Some other comments highlight differences from the estimate:
- “This took me much longer than expected. It said eight minutes, but I believe in using correct grammar and punctuation. I do not mind doing it correctly because that is the way I am accustomed to doing things. “
- “The questions were good, not sure if the length of time listed is the actual time as it appears it took me longer than expected.”
- “Some of the questions are almost repetitive, and it did take longer than the average time listed.”
- “The survey was way longer than the estimated time given.”
In our case, the estimated time to complete is calculated by Alchemer, but it is just an estimate. Because skip patterns and display logic show different questions based on the answers to prior questions, some respondents will see a longer questionnaire than others. And some people are just more fastidious, which makes it impossible to predict for an individual person how long the survey will take.
As an example, consider a survey we fielded this weekend with 18 questions that all respondents saw (no skip patterns). It had a 6% abandonment rate and took a median of 3 minutes and 22 seconds to complete. But there was tremendous variance: from the respondent who took one minute and 6 seconds to the respondent who took 4 and a half hours to complete the survey (presumably they were interrupted!). The 10% of the slowest respondents took a median of 7 minutes to complete the survey. In part, this was because there were three open-ended questions: one mandatory and two optional. Respondents typed a median of 16 words, but the word count ranged from 3 to 166 words. Obviously, if you have a lot to say, you will spend more time than the average respondent.
Since our founding in 2012, we’ve championed shorter surveys and polls, originally aiming for 10-minute experiences at a time when many were advocating for 20- or 25-minute surveys. Now we’re aiming to beat that.
How do you estimate how long your survey will be? As mentioned, some survey tools, such as Alchemer, can predict the median time. Some researchers rely on more manual methods. For instance, Pew Research assigns different types of questions different point values (1 point for a choose one, 2 for a choose-all-that-apply, etc.) and allocates 85 points for a 15-minute questionnaire.
If the survey looks too long, how do you shorten it? Since at least 2015 we’ve been discussing techniques for shortening surveys:
“A sparse survey is one where most questions are not directly asked to an individual respondent.
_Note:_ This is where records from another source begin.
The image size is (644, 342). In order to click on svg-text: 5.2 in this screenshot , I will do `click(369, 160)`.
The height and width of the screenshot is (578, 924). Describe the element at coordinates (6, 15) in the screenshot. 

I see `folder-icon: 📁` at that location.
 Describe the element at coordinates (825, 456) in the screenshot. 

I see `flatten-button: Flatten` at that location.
To keep the survey short, from the respondent’s perspective, respondents are skipped over most of the questions through different techniques: verbatim cascades, iceberg matrixes, slices, imported fields.”
For instance, matrixes (AKA grids), using the same scale for row after row, are often disliked by respondents. Panel companies advocate not asking more than five rows in a grid. One way we achieve this is showing a subset of rows, selected at random. Yes, the response rate is lower for these individual items, but the respondent experience is better.
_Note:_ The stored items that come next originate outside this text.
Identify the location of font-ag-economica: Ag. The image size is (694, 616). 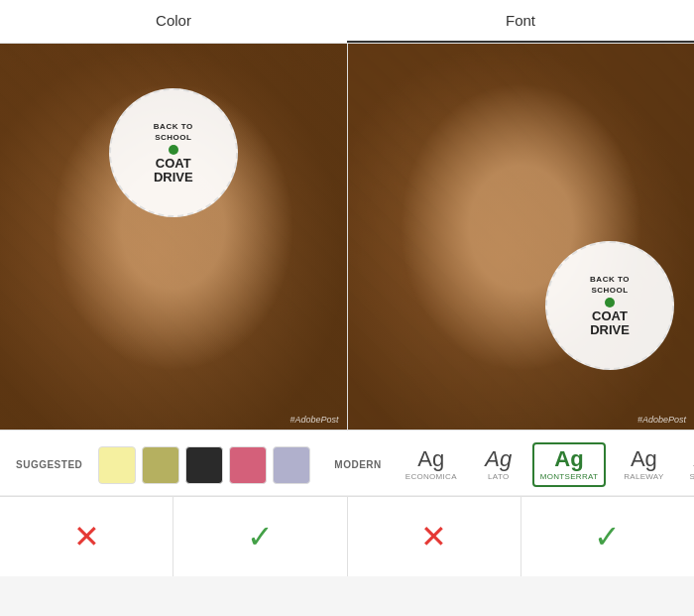
(430, 459).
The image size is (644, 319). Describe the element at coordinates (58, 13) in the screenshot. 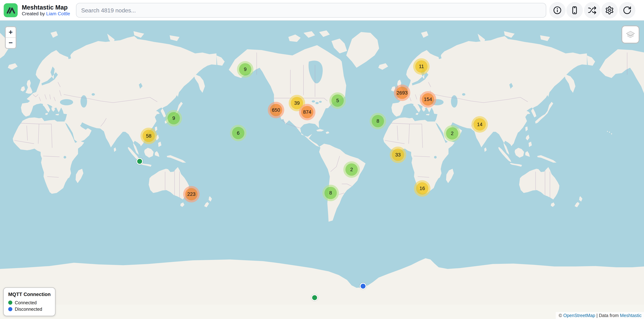

I see `author-link: Liam Cottle` at that location.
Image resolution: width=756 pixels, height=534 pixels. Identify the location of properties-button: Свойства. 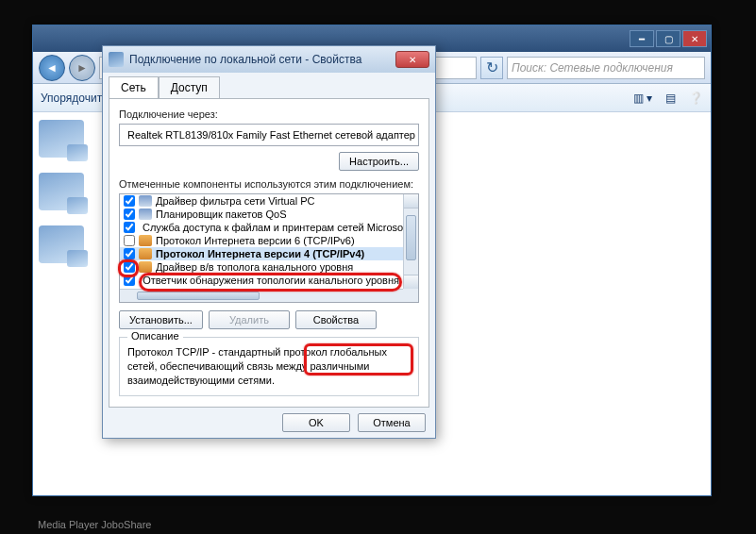
(336, 320).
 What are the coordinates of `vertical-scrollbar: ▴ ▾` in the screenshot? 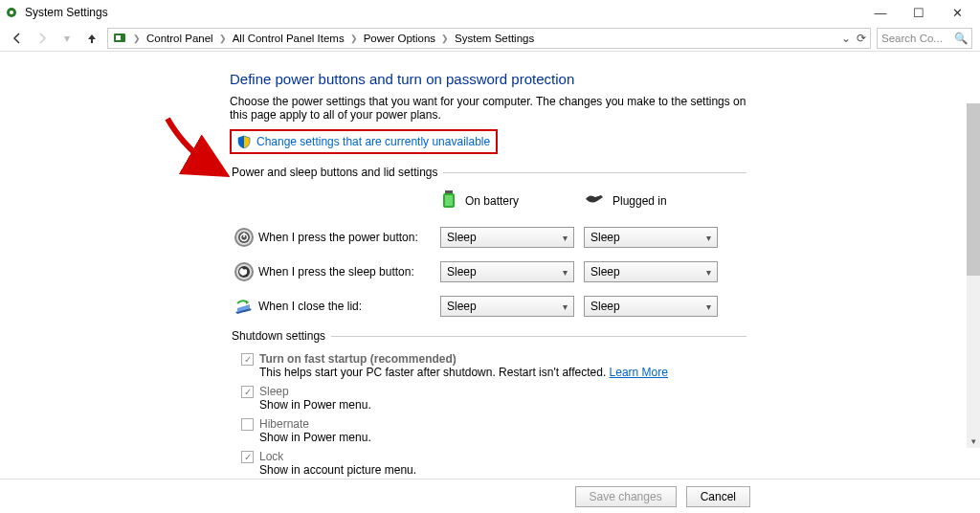 It's located at (973, 276).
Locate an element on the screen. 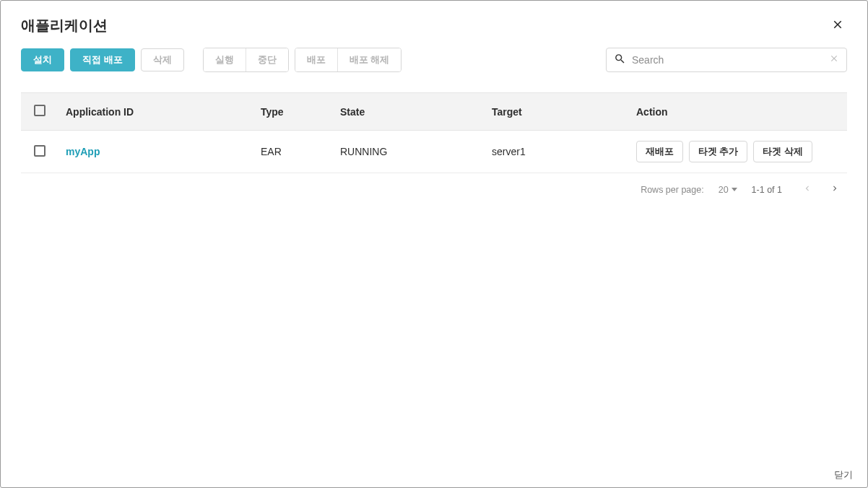 The width and height of the screenshot is (868, 488). chevron-right-icon is located at coordinates (835, 189).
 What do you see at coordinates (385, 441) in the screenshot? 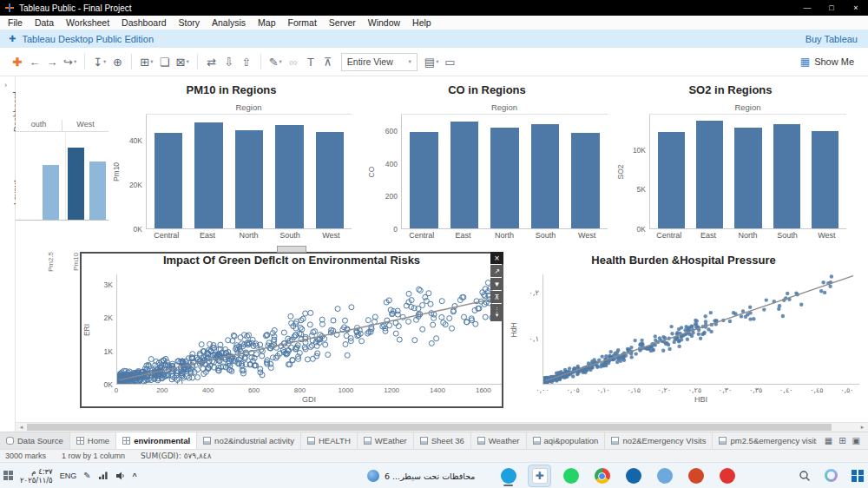
I see `sheet-tab-weather: WEather` at bounding box center [385, 441].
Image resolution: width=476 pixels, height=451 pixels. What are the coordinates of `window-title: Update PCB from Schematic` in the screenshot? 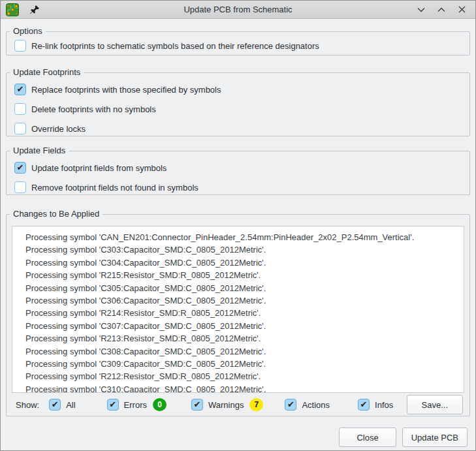 It's located at (238, 9).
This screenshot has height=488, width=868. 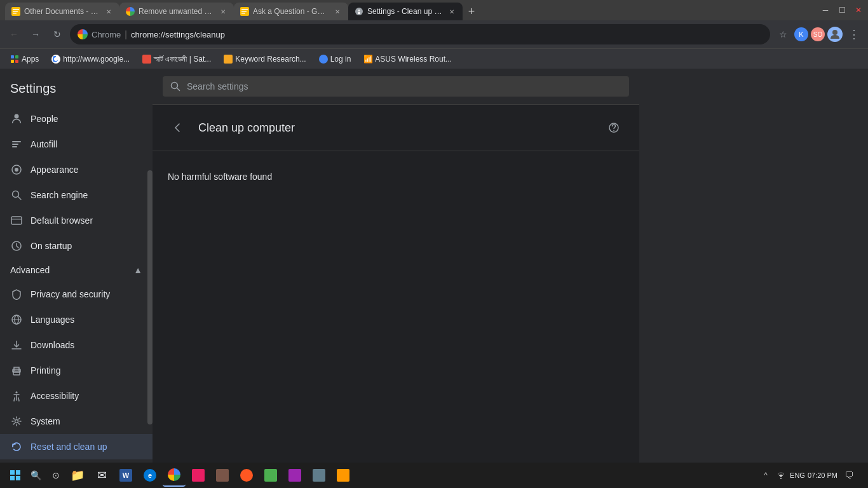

Another technique is to import common demographics. One of our partners supports a rich API that we can use to import information about their panelists into our survey. We pull in their past answers for birth year, gender, postal code, marital status, children in the household, education level, household income, and employment status. We only ask if this information is missing from their profile or if we need updated information for other questions (e.g., current employment status, rather than an answer they’ve provided in the past two months).
What is the ideal survey length?
Five minutes is the new eight minutes.